Progress in Roosevelt schools is a model for all struggling districts
The Roosevelt school district has notched an encouraging first.
For the first time in more than 20 years, none of its five schools will appear on the state Education Department’s list of struggling schools. That’s worth applauding.
It’s taken a lot of hard work over a long time to get to this point. And, to their credit, officials in Roosevelt know there is much more to do. Getting your schools into good standing is one thing, they say. The real goal is excellence.
But Roosevelt’s heartwarming achievement cannot disguise the fact that Long Island as a region has done nothing to change its shameful record of separate and unequal education. Even as Roosevelt’s middle school was removed from the state’s “priority” list, two elementary schools in Hempstead, a middle school in Central Islip, and two elementary schools in Wyandanch were added to it.
The middle school in Wyandanch and the middle school and high school in Hempstead remain on the eight-school list. Other schools in Central Islip and Hempstead were among those who improved enough to come off it.
Look at that roster. It tells an old but profoundly troubling story of schools struggling to educate children who live in communities rife with poverty.
Children in these communities are more likely to struggle with hunger or lack access to healthy food, which affects learning. They don’t have the technology resources at home that others take for granted. Some lack English language skills. Gangs, violence and crime take a toll.
These are children, former state education commissioner John B. King Jr. told the U.S. Senate during hearings on his nomination to serve as U.S. secretary of education, “whose paths to school have been marked by burdens no young person should have to bear.”
Improving their performance in school means improving the conditions in their lives. That means understanding that their plight is, at least in part, the product of decades of housing discrimination and tight local control of education. Long Island is a patchwork of segregated communities with school systems similar only in the grades they teach. Hempstead and Garden City sit side by side. Wyandanch abuts Half Hollow Hills. Roosevelt is next to Merrick. Central Islip borders Hauppauge.
Progress in poor districts is difficult under the best circumstances. Sometimes they get in their own way. In communities with little political influence and a small business base, school districts are the major source of power and jobs. School board infighting and nepotistic hiring impede improvement.
That was the case in Roosevelt. Its problems were so severe that the state took over the district in 2002. But that 11-year reign exacerbated some of its academic and financial problems. On the plus side, the state did a $245 million reconstruction of Roosevelt’s schools, and that face-lift was followed by some solid hires for key leadership positions as the district emerged from state control.
The middle school’s comeback has many elements. Students, teachers, guidance counselors and staff collaborate in team learning. They focus on science, technology, engineering, math and the arts. Students wear uniforms, and are constantly monitored and supported with attention to their social and emotional development. Robotics and computer programming provide enrichment. Parents are involved, an essential part of student achievement.
The state likes what it sees. And yet, student performance still lags on state tests given in third through eighth grades, and while the high school graduation rate rose to 72 percent last year, college preparedness was at 3.3 percent. Interim superintendent Marnie Hazelton, who has been at Roosevelt for most of the last 20 years, correctly notes that progress is hard-won and the struggle to improve never ends.
The point is: There is no magic formula. Money alone is not the answer. Nor is state intervention; Roosevelt remains the only district taken over by the state, stung by its experience.
Smart people making good decisions without political interference is essential. Larger geographic districts, where students from different backgrounds mingle and learn from each other, would help. So would Gov. Andrew M. Cuomo’s proposal to spend $100 million to turn failing schools into community schools where social workers, medical personnel, mental health experts, and mentors assist students and families. The concept has worked elsewhere, and deserves more funding.
All of us — whether as parents, grandparents, siblings, relatives or friends — have watched happy youngsters set off for the first day of kindergarten, eager to learn. Their enthusiasm must be stoked, not extinguished; their innocent optimism met with an equally pure commitment to provide an education for all their years that helps them maximize their potential, not one that limits their options.
It’s a tall order, and it involves much more than teachers and classrooms. But it’s a responsibility we simply have to meet, whatever it takes.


Work request:
Restate the listing exactly and in full.

== Segment start ==

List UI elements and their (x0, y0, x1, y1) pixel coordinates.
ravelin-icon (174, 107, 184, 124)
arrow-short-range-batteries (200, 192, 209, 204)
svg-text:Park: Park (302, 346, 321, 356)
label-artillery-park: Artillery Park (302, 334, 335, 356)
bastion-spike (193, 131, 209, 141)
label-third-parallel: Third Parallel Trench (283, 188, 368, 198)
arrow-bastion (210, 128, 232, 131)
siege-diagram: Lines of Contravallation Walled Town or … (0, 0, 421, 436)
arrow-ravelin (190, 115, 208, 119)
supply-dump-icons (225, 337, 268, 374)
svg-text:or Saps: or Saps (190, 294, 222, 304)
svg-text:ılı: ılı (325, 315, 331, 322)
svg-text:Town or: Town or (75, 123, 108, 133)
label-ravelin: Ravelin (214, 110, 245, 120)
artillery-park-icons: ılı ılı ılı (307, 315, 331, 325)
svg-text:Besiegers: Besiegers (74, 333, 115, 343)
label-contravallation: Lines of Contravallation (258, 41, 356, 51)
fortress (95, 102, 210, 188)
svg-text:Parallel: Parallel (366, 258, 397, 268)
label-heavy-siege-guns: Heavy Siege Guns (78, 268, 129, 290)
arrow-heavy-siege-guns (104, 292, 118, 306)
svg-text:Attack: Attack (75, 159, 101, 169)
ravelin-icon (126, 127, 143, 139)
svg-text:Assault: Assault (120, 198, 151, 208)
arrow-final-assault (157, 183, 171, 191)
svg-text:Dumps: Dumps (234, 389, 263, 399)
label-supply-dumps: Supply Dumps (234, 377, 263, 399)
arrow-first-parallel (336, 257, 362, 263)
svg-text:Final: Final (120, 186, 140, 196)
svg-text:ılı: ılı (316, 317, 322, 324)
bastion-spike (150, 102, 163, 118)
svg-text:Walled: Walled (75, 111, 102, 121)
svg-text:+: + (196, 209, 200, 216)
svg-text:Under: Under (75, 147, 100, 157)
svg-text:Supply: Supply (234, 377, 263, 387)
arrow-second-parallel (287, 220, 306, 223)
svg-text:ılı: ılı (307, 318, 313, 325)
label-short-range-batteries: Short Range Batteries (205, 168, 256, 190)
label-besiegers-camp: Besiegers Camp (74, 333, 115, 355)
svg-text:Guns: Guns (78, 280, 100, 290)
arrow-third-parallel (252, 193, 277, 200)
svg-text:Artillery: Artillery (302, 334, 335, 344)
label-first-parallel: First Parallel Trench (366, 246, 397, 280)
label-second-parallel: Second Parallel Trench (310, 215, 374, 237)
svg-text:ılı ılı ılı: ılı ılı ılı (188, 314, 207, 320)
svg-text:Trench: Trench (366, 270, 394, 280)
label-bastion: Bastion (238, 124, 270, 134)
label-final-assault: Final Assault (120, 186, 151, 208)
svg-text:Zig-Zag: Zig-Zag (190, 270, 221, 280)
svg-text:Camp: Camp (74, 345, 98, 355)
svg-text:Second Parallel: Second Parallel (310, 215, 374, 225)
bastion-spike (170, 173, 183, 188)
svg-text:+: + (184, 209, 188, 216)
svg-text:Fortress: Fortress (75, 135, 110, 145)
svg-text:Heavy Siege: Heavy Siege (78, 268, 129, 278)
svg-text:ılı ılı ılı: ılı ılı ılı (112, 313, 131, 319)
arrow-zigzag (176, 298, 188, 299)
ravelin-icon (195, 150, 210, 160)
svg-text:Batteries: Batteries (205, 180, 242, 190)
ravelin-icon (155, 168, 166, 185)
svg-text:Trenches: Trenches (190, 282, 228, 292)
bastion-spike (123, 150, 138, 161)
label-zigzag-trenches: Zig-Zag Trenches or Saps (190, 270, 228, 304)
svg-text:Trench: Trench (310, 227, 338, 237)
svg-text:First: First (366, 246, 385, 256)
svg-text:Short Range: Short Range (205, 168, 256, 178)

== Segment end ==

Answer to the problem:
List UI elements and their (x0, y0, x1, y1) pixel coordinates.
ravelin-icon (174, 107, 184, 124)
arrow-short-range-batteries (200, 192, 209, 204)
svg-text:Park: Park (302, 346, 321, 356)
label-artillery-park: Artillery Park (302, 334, 335, 356)
bastion-spike (193, 131, 209, 141)
label-third-parallel: Third Parallel Trench (283, 188, 368, 198)
arrow-bastion (210, 128, 232, 131)
siege-diagram: Lines of Contravallation Walled Town or … (0, 0, 421, 436)
arrow-ravelin (190, 115, 208, 119)
supply-dump-icons (225, 337, 268, 374)
svg-text:or Saps: or Saps (190, 294, 222, 304)
svg-text:ılı: ılı (325, 315, 331, 322)
svg-text:Town or: Town or (75, 123, 108, 133)
label-ravelin: Ravelin (214, 110, 245, 120)
artillery-park-icons: ılı ılı ılı (307, 315, 331, 325)
svg-text:Besiegers: Besiegers (74, 333, 115, 343)
label-contravallation: Lines of Contravallation (258, 41, 356, 51)
fortress (95, 102, 210, 188)
svg-text:Parallel: Parallel (366, 258, 397, 268)
label-heavy-siege-guns: Heavy Siege Guns (78, 268, 129, 290)
arrow-heavy-siege-guns (104, 292, 118, 306)
svg-text:Attack: Attack (75, 159, 101, 169)
ravelin-icon (126, 127, 143, 139)
svg-text:Assault: Assault (120, 198, 151, 208)
arrow-final-assault (157, 183, 171, 191)
svg-text:Dumps: Dumps (234, 389, 263, 399)
label-supply-dumps: Supply Dumps (234, 377, 263, 399)
arrow-first-parallel (336, 257, 362, 263)
svg-text:Final: Final (120, 186, 140, 196)
svg-text:ılı: ılı (316, 317, 322, 324)
bastion-spike (150, 102, 163, 118)
svg-text:Walled: Walled (75, 111, 102, 121)
svg-text:+: + (196, 209, 200, 216)
svg-text:Under: Under (75, 147, 100, 157)
svg-text:Supply: Supply (234, 377, 263, 387)
arrow-second-parallel (287, 220, 306, 223)
svg-text:ılı: ılı (307, 318, 313, 325)
label-short-range-batteries: Short Range Batteries (205, 168, 256, 190)
label-besiegers-camp: Besiegers Camp (74, 333, 115, 355)
svg-text:Guns: Guns (78, 280, 100, 290)
arrow-third-parallel (252, 193, 277, 200)
svg-text:Artillery: Artillery (302, 334, 335, 344)
label-first-parallel: First Parallel Trench (366, 246, 397, 280)
label-second-parallel: Second Parallel Trench (310, 215, 374, 237)
svg-text:ılı ılı ılı: ılı ılı ılı (188, 314, 207, 320)
svg-text:Trench: Trench (366, 270, 394, 280)
label-bastion: Bastion (238, 124, 270, 134)
label-final-assault: Final Assault (120, 186, 151, 208)
svg-text:Zig-Zag: Zig-Zag (190, 270, 221, 280)
svg-text:Camp: Camp (74, 345, 98, 355)
svg-text:Second Parallel: Second Parallel (310, 215, 374, 225)
bastion-spike (170, 173, 183, 188)
svg-text:+: + (184, 209, 188, 216)
svg-text:Fortress: Fortress (75, 135, 110, 145)
svg-text:Heavy Siege: Heavy Siege (78, 268, 129, 278)
svg-text:ılı ılı ılı: ılı ılı ılı (112, 313, 131, 319)
arrow-zigzag (176, 298, 188, 299)
ravelin-icon (195, 150, 210, 160)
svg-text:Batteries: Batteries (205, 180, 242, 190)
ravelin-icon (155, 168, 166, 185)
svg-text:Trenches: Trenches (190, 282, 228, 292)
bastion-spike (123, 150, 138, 161)
label-zigzag-trenches: Zig-Zag Trenches or Saps (190, 270, 228, 304)
svg-text:Trench: Trench (310, 227, 338, 237)
svg-text:First: First (366, 246, 385, 256)
svg-text:Short Range: Short Range (205, 168, 256, 178)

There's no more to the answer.